Llywelyn ap Gruffydd - Sarah Woodbury

Llywelyn ap Gruffydd

Llywelyn was the last Prince of Wales, which any reader of my blog should know by now since I obsess about him.  But has anyone ever rendered him in crochet form before as has my daughter?  Behold!

Llywelyn ap Gruffydd was born somewhere around 1225 (amazingly, historians are sure of neither the date nor his true mother–although there are enough hints to conclude that it was Senana, his father’s wife).  He was the second son of Gruffydd ap Llywelyn.   Other sons were Owain, the eldest, Rhodri, who never made a claim for any power in Wales, and Dafydd, who was thirteen years younger.

When Llywelyn Fawr, the great Prince of Wales, died in 1240, he left two sons:  Gruffydd, who was the eldest but illegitimate and Dafydd, who was younger but born to Llywelyn Fawr’s lawful wife, Joanna, the illegitimate daughter of King John of England.  Although it was customary in Wales to divide an inheritance equally between all sons no matter on which side of the blanket they’d been born, Llywelyn Fawr instructed that only Dafydd would follow him as the Prince of Wales.  This decree was supported by King Henry of England, who was the ruler at the time, and the Church, whose aim was discourage the production of by-blows.  This law was not the only conflict between Welsh tradition and the Catholic Church, although one of the most contentious.

Gruffydd, quite naturally, objected to his disinheritance, and set about undermining Dafydd’s rule, in the great tradition of warring, Welsh nobility and brotherhood.  Dafydd retaliated by imprisoning Gruffydd and his eldest son, Owain, in one of his castles.  In a further attempt to undermine her brother-in-law, Gruffydd’s wife, Senana, went to King Henry, begging for her husband’s deliverance.

King Henry responded to her plea by offering Gruffydd’s entire family asylum in England.  When the family arrived, however, King Henry threw them into the Tower of London.  Consequently, Gruffydd’s young son, Dafydd, only three years old at the time, grew up in England.  He spent his days playing with Henry’s son, Edward (and the future king of England), was more fluent in French than Welsh, and hardly knew the lands he claimed to love, or the people in them.

Llywelyn was sixteen at this time.  Rather than follow his father and elder brother into captivity, he ran away to Aber Garth Celyn and his uncle’s court.  That single action set him apart from his brothers and ensured that he was at Garth Celyn, ready to take over, when his Uncle Dafydd died unexpectedly and without an heir in 1246.

Gruffydd, however, had already died first.  In 1244, while trying to escape the Tower of London, the rope he was using to scale down from his window broke.  By this time, Dafydd was six years old and Llywelyn nineteen.  Instead of returning to Wales, Senana made the fateful decision to stay in England, under the continued patronage of the kings of England, and keep her younger sons with her, leaving the field open for Llywelyn and his older brother Owain, with whom he established an uneasy truce.

For Llywelyn’s relationship with his youngest brother, Dafydd ap Gruffydd or the Brothers Gwynedd.

Llywelyn ap Gruffydd died on 11 December 1282 in the region of Buellt, having left Gwynedd to pursue the war in the Marche.  See  https://sarahwoodbury.com/cilmeri1282/ for the full story.

I have a whole series of books featuring him, which can be found here … The After Cilmeri Series

And a new series that takes place after his death … Crouchback.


Provide the number of lines in the records that hold the string "More", without any other words.

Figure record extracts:
+++
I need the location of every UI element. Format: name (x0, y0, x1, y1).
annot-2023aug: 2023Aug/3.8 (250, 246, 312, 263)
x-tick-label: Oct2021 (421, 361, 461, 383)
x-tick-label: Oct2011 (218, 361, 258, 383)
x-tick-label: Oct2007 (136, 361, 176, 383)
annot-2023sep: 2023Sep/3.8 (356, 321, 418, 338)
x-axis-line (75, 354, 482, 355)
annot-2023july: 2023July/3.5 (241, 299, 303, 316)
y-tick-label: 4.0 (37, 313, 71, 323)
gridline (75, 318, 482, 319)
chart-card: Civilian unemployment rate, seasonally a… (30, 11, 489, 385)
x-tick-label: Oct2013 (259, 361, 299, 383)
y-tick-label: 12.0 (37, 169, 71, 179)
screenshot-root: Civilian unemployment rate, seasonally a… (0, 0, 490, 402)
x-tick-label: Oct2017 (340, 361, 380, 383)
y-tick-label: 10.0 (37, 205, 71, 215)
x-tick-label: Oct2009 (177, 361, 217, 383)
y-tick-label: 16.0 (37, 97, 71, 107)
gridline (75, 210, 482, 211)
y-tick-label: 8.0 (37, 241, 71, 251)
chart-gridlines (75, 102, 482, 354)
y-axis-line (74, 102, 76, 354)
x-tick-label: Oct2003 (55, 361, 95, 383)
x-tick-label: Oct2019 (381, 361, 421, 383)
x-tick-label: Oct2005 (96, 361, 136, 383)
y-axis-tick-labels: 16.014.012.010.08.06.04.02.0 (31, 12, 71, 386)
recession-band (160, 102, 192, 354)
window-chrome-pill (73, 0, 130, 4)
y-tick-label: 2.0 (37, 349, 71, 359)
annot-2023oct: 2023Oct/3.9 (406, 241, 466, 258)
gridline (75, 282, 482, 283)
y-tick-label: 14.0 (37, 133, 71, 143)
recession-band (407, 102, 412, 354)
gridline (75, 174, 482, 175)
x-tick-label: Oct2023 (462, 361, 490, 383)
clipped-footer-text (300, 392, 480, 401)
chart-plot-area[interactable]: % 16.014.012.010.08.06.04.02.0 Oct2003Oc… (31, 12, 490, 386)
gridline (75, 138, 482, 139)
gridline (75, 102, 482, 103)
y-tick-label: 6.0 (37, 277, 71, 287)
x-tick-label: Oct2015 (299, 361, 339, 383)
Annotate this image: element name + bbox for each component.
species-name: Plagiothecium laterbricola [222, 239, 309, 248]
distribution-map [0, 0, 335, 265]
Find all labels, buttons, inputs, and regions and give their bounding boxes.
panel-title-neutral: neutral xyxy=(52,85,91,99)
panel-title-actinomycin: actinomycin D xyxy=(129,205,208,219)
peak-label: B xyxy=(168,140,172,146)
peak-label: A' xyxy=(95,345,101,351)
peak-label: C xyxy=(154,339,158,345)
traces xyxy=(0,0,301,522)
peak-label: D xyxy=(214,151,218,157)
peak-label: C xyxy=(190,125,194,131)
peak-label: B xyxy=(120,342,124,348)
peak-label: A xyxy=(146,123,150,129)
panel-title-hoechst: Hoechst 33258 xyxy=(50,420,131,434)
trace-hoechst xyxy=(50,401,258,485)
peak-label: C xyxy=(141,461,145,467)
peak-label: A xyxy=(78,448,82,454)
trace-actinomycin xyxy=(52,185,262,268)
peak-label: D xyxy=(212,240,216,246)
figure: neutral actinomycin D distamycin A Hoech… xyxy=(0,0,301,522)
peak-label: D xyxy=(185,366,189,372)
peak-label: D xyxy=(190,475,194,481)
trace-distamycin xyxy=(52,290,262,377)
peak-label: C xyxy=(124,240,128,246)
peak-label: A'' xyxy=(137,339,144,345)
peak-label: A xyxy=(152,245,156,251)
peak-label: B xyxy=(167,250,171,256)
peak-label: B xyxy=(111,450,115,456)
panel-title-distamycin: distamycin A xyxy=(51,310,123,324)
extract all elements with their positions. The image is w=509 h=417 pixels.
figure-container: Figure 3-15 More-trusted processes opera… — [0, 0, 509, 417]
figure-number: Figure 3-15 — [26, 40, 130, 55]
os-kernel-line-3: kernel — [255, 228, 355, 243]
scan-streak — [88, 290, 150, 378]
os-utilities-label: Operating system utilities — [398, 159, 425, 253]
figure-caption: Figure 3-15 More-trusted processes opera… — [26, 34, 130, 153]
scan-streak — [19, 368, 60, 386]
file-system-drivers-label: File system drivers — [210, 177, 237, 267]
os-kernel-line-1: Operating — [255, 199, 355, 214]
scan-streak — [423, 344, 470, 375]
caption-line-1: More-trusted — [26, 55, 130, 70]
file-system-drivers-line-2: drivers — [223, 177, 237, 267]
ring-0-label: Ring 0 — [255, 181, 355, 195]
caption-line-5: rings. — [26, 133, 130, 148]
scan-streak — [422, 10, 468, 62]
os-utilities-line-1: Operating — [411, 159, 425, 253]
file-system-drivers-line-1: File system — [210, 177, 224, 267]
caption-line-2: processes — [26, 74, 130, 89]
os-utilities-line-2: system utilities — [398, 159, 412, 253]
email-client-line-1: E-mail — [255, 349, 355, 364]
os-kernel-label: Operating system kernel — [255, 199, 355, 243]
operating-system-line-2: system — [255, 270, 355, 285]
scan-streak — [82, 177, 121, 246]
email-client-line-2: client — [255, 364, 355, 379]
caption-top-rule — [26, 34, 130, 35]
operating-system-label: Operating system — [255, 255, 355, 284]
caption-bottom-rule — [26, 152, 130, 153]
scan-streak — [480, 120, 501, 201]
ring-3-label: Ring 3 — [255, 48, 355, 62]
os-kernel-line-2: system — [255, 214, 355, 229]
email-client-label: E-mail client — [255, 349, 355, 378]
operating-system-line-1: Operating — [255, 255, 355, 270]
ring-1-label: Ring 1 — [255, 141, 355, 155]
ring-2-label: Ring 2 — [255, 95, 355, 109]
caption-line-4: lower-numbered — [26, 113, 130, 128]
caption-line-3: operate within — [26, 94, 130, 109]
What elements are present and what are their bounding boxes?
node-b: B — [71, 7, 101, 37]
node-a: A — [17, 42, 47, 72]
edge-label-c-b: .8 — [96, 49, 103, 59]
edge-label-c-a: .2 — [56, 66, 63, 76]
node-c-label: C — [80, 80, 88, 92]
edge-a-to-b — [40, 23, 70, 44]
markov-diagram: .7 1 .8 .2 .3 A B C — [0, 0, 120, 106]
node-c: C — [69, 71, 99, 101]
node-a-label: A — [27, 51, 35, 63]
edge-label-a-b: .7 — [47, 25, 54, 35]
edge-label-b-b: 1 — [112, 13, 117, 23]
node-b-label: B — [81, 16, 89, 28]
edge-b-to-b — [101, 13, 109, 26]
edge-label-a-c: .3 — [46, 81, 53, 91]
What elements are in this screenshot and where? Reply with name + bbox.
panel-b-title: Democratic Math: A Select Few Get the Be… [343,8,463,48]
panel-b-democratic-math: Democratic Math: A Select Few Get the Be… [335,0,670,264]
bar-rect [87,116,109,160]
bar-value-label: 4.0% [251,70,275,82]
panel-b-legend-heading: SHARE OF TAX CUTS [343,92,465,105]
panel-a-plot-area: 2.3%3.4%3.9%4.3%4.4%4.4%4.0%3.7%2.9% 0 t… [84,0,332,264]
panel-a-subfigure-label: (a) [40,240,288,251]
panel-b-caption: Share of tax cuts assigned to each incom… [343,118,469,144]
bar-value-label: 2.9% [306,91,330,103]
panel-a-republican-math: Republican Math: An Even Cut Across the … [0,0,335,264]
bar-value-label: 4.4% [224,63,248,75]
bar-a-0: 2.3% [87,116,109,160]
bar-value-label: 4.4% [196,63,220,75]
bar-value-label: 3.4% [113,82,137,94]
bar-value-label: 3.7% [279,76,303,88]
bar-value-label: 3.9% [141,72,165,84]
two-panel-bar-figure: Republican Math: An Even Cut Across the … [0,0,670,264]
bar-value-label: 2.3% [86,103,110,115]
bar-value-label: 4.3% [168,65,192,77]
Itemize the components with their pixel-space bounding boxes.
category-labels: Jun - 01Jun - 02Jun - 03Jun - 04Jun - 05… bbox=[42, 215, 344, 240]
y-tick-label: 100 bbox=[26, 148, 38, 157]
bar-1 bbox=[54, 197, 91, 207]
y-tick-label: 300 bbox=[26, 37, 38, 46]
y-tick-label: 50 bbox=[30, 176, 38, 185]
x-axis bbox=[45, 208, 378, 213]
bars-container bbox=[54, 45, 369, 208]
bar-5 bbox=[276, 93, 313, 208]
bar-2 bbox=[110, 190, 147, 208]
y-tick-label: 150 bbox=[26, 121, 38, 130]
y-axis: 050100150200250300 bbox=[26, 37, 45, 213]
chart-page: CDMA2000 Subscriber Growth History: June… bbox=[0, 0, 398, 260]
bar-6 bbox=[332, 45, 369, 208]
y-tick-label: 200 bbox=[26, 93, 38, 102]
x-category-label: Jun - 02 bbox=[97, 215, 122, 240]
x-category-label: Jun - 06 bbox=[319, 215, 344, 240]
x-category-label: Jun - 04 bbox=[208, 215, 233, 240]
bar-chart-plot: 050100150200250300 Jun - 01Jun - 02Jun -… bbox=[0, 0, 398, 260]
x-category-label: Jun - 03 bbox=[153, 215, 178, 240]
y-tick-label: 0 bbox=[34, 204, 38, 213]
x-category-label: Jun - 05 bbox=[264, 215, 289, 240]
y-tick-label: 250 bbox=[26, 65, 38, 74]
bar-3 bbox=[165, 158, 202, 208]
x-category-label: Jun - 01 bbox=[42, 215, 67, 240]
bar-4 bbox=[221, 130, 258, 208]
+++
_EXERCISE RESULT_. 3